Erdogan’s zany monetary experiment is impoverishing Turkey

The Turkish president is at war with the markets


  • by ISTANBUL
  • 11 24, 2021
  • in Finance and economics

BY THE END of the month the only food Emer can prepare is plain pasta. Occasionally she goes to bed hungry. “I can’t even afford anchovies,” the retired nurse says outside a vegetable market in Maltepe, a middle-class neighbourhood in Istanbul. She and her two sons have to get by on her monthly pension of 3,000 lira, or about $250. Emer is behind on gas and electricity bills and loan payments. She is not alone. Soaring prices and a plummeting currency are turning the savings and incomes of most Turks to dust.Turkey’s crisis is beginning to spin out of control. The latest rout began after the president, Recep Tayyip Erdogan, defended recent interest-rate cuts, foresaw new ones and suggested he was pursuing a weaker currency to drive growth. “The competitive force of the exchange rate leads to increase in investment, production and employment,” Mr Erdogan said on November 22nd. He got what he bargained for the next day, when unnerved investors began dumping the lira. Within hours the currency had fallen by 15%, its worst showing in years, before erasing some of its losses the next day. Small protests erupted in parts of Istanbul and Ankara. Mr Erdogan says Turkey is waging an “economic war of independence”. It is causing grave collateral damage.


What to produce>
Would you please copy the entries exactly, leaving every picture aside?

Entries shown>
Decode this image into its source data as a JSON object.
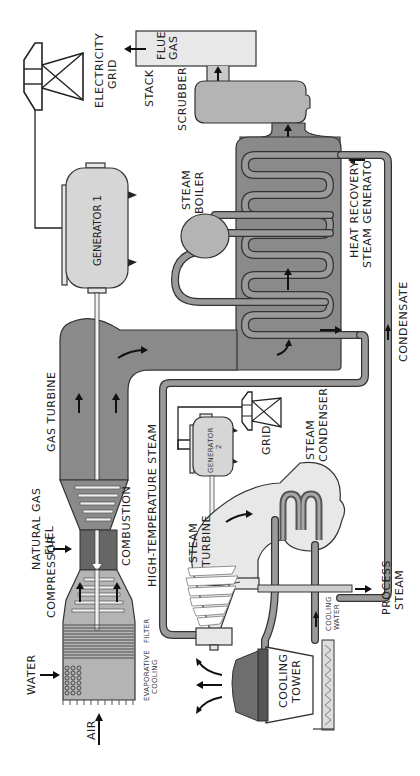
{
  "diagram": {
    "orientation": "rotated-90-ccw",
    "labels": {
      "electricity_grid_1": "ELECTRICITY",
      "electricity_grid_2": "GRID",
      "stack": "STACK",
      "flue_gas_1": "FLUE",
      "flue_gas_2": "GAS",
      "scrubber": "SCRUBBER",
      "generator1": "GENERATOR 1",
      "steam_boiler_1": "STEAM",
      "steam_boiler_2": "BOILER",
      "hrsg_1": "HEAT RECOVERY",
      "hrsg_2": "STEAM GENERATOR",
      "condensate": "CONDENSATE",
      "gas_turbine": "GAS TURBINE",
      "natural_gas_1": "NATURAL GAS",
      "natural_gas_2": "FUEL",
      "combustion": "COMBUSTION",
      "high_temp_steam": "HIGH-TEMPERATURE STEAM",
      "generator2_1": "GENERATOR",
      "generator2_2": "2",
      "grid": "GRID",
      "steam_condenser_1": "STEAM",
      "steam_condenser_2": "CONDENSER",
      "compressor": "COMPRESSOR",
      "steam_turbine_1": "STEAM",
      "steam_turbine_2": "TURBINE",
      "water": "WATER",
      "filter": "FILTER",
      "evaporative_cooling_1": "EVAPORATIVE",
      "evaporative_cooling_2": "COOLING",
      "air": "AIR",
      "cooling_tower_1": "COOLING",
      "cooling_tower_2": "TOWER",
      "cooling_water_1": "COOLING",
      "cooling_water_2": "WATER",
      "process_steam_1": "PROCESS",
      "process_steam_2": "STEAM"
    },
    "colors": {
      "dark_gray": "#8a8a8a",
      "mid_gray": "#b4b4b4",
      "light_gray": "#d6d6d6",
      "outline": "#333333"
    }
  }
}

Written response>
Decode this image into its source data as a JSON object.
{
  "diagram": {
    "orientation": "rotated-90-ccw",
    "labels": {
      "electricity_grid_1": "ELECTRICITY",
      "electricity_grid_2": "GRID",
      "stack": "STACK",
      "flue_gas_1": "FLUE",
      "flue_gas_2": "GAS",
      "scrubber": "SCRUBBER",
      "generator1": "GENERATOR 1",
      "steam_boiler_1": "STEAM",
      "steam_boiler_2": "BOILER",
      "hrsg_1": "HEAT RECOVERY",
      "hrsg_2": "STEAM GENERATOR",
      "condensate": "CONDENSATE",
      "gas_turbine": "GAS TURBINE",
      "natural_gas_1": "NATURAL GAS",
      "natural_gas_2": "FUEL",
      "combustion": "COMBUSTION",
      "high_temp_steam": "HIGH-TEMPERATURE STEAM",
      "generator2_1": "GENERATOR",
      "generator2_2": "2",
      "grid": "GRID",
      "steam_condenser_1": "STEAM",
      "steam_condenser_2": "CONDENSER",
      "compressor": "COMPRESSOR",
      "steam_turbine_1": "STEAM",
      "steam_turbine_2": "TURBINE",
      "water": "WATER",
      "filter": "FILTER",
      "evaporative_cooling_1": "EVAPORATIVE",
      "evaporative_cooling_2": "COOLING",
      "air": "AIR",
      "cooling_tower_1": "COOLING",
      "cooling_tower_2": "TOWER",
      "cooling_water_1": "COOLING",
      "cooling_water_2": "WATER",
      "process_steam_1": "PROCESS",
      "process_steam_2": "STEAM"
    },
    "colors": {
      "dark_gray": "#8a8a8a",
      "mid_gray": "#b4b4b4",
      "light_gray": "#d6d6d6",
      "outline": "#333333"
    }
  }
}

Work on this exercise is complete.